Central Ward of Newark, 1951. Many of these little streets no longer exist.

 

As you can probably tell, I miss the Old Newark.  In the late ’70s/early ’80s when I was much younger, it was a fascinating (if dangerous) place to explore–old, decrepit, quaint, but with its architectural wonders, so unlike my familiar suburban environment;  with its brick and cobblestone streets, faded Victorian charm, well-kept beauty on one block, total disaster on the next, faded “ghost signs” over bombed-out storefronts and factories.  All its layers of history.

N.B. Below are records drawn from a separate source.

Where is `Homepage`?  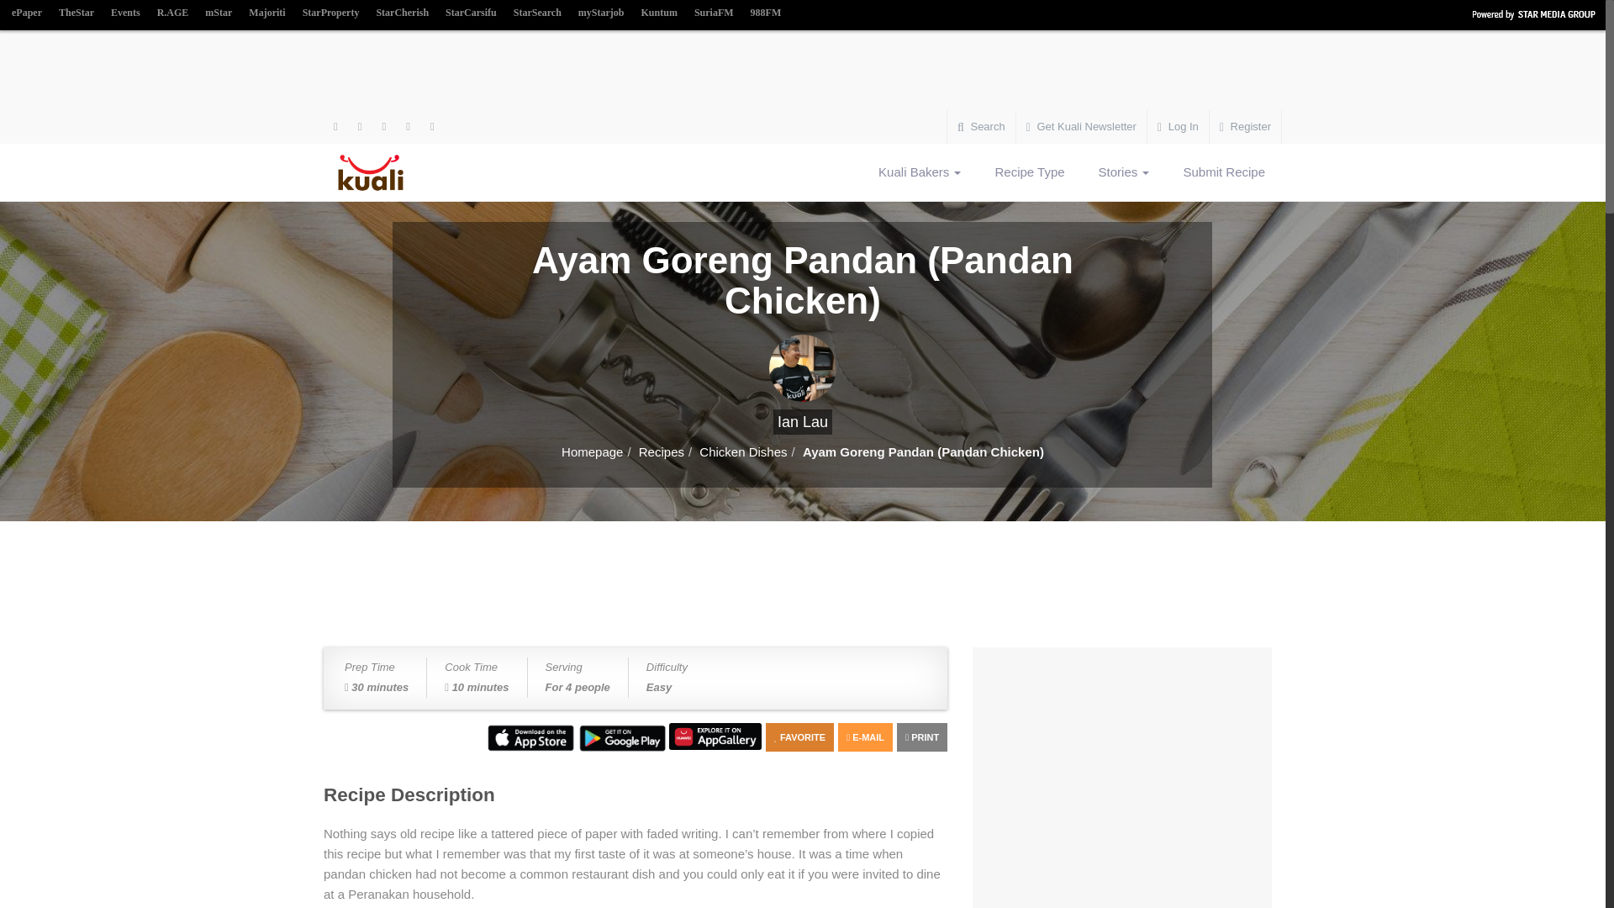 Homepage is located at coordinates (592, 452).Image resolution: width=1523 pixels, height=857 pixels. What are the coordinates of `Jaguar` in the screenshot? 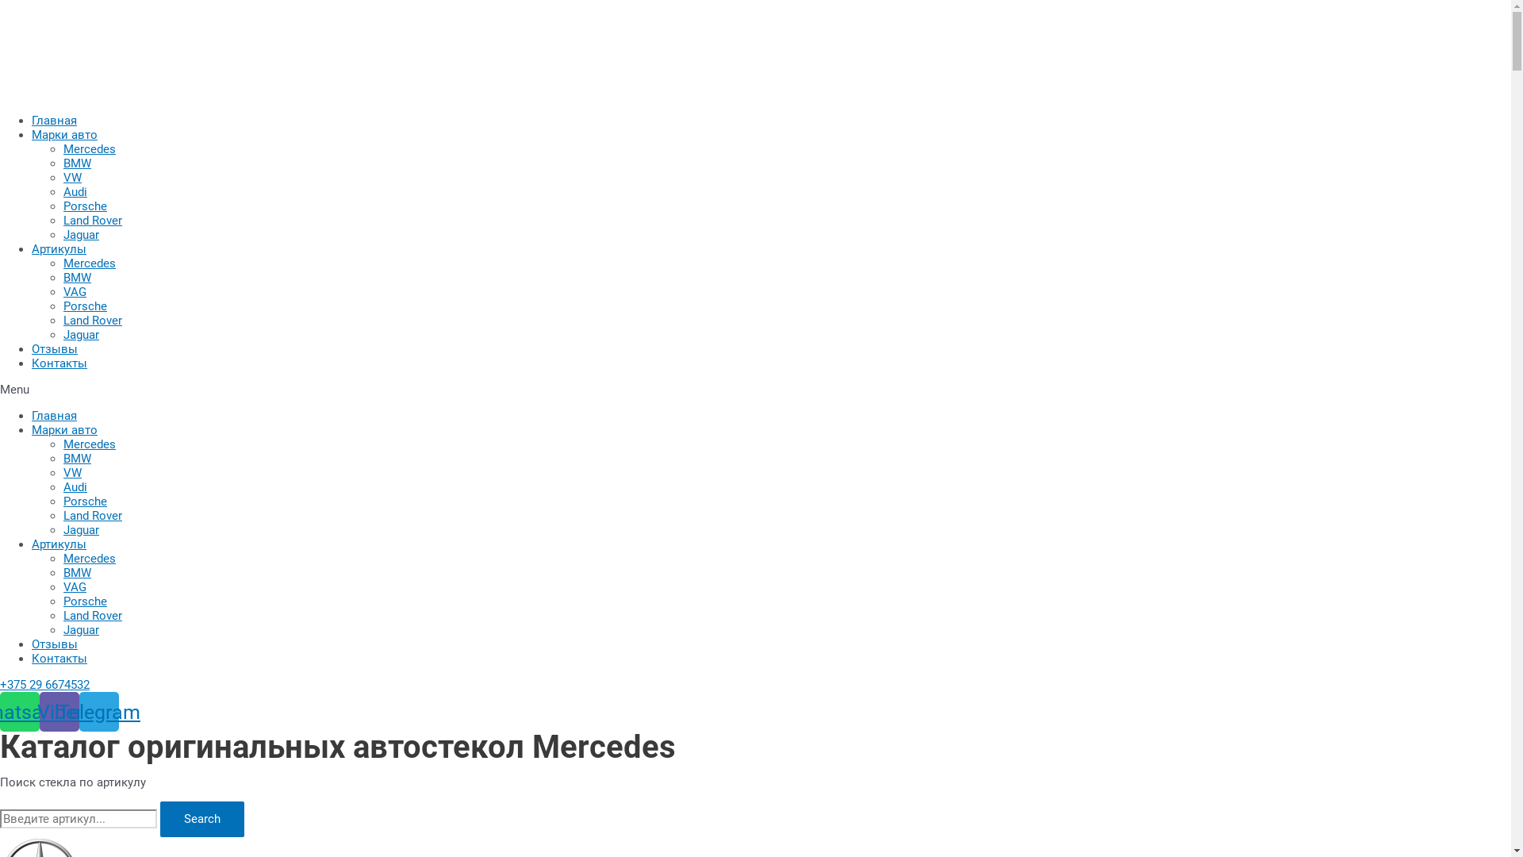 It's located at (81, 235).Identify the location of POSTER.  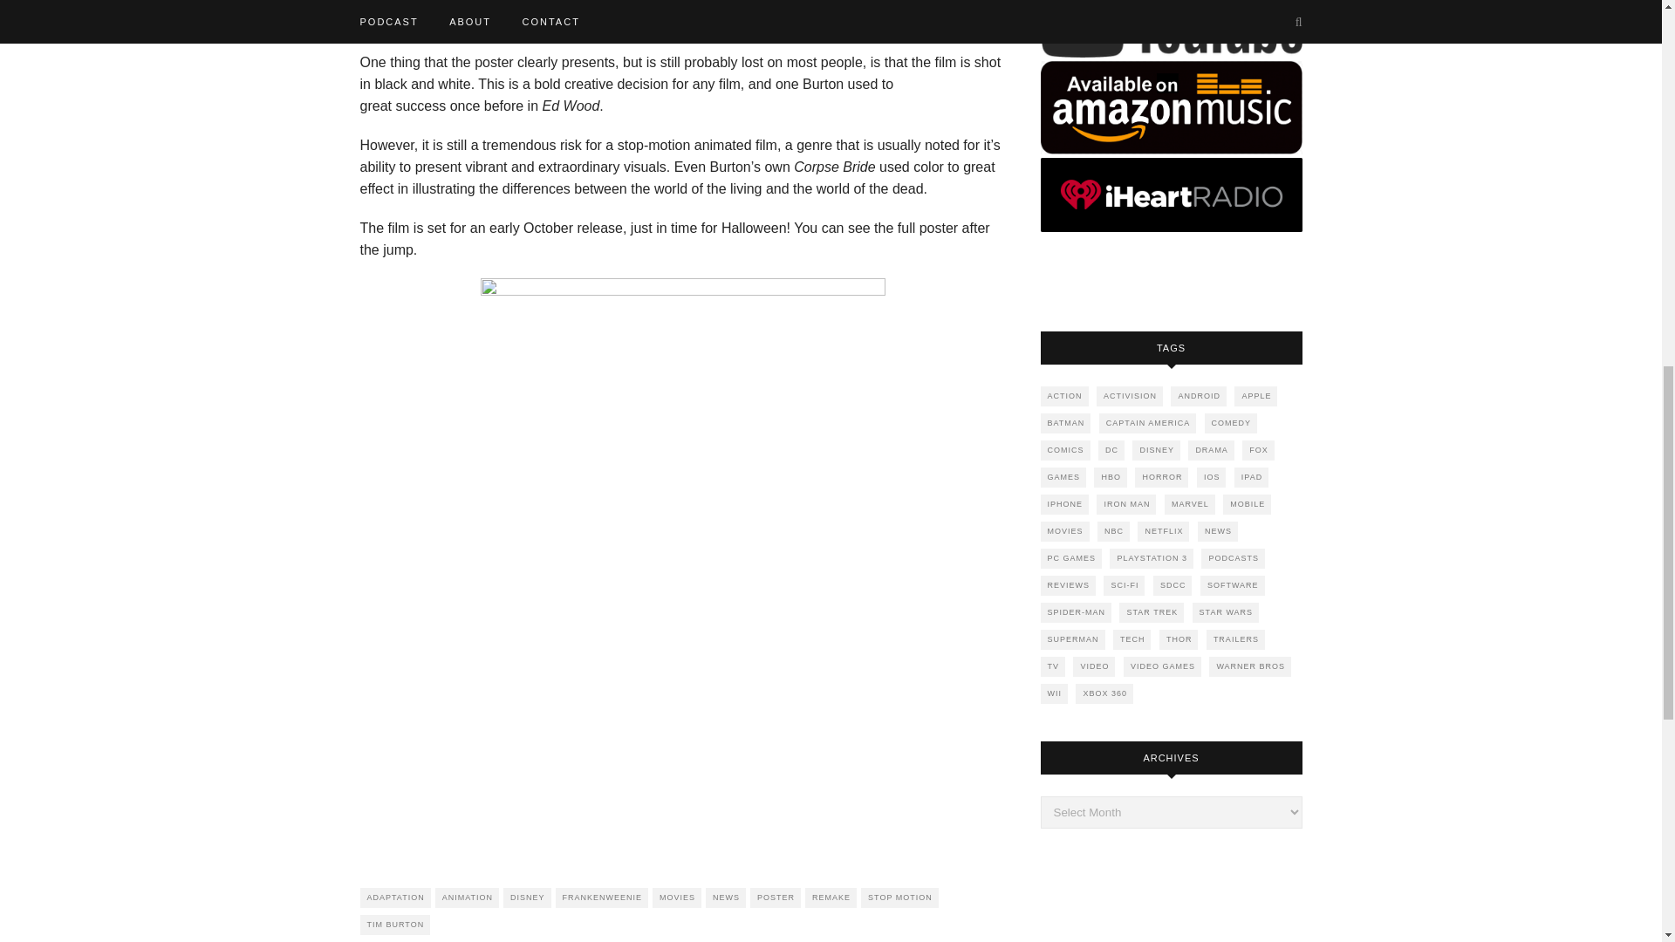
(775, 899).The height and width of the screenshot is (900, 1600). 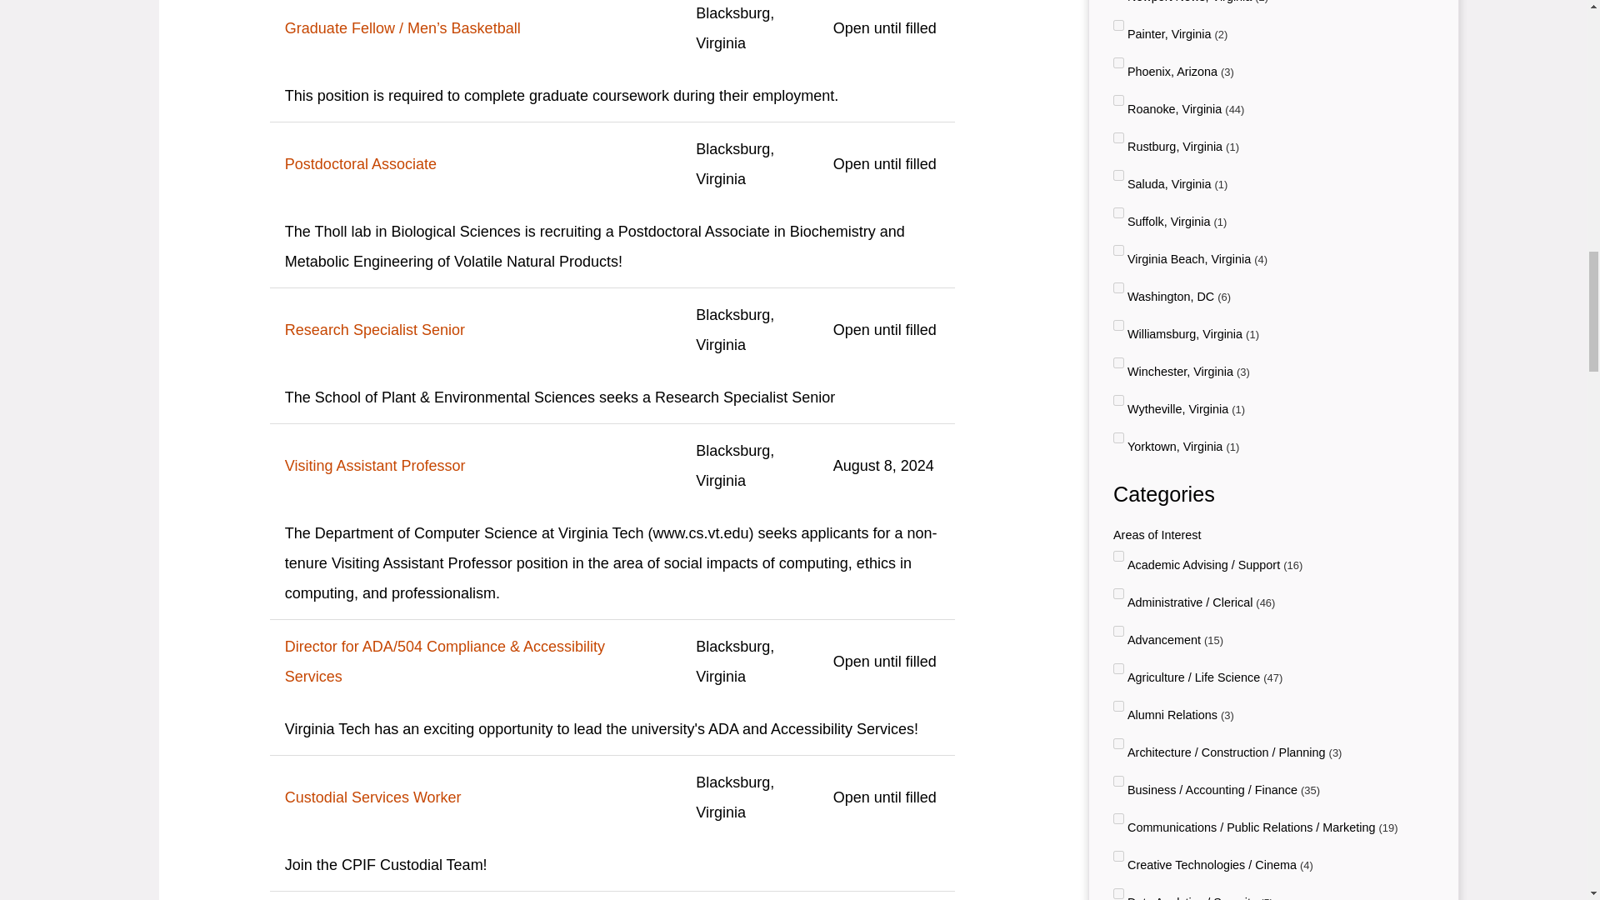 What do you see at coordinates (475, 163) in the screenshot?
I see `Postdoctoral Associate` at bounding box center [475, 163].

Springfield and South Orange Avenues, c. 1980–where Kern’s used to be.

 

A lot of “progress” has occurred since then, and many parts of Newark have been rebuilt in the modern way–cleaner, greener, largely government subsidized, and not very interesting.  Except for the Forest Hill section with its lawns and old mansions, the rest of the city is a mixture of urban renewal, blight, vacant lots, surface parking, a few surviving landmarks, and building facades badly defaced by vinyl siding and other eyesores.  Ah, well–we don’t have the glories of Atlantis, Greece, Rome, or pre-war Dresden anymore either.  On Earth, everything but nature herself is temporary.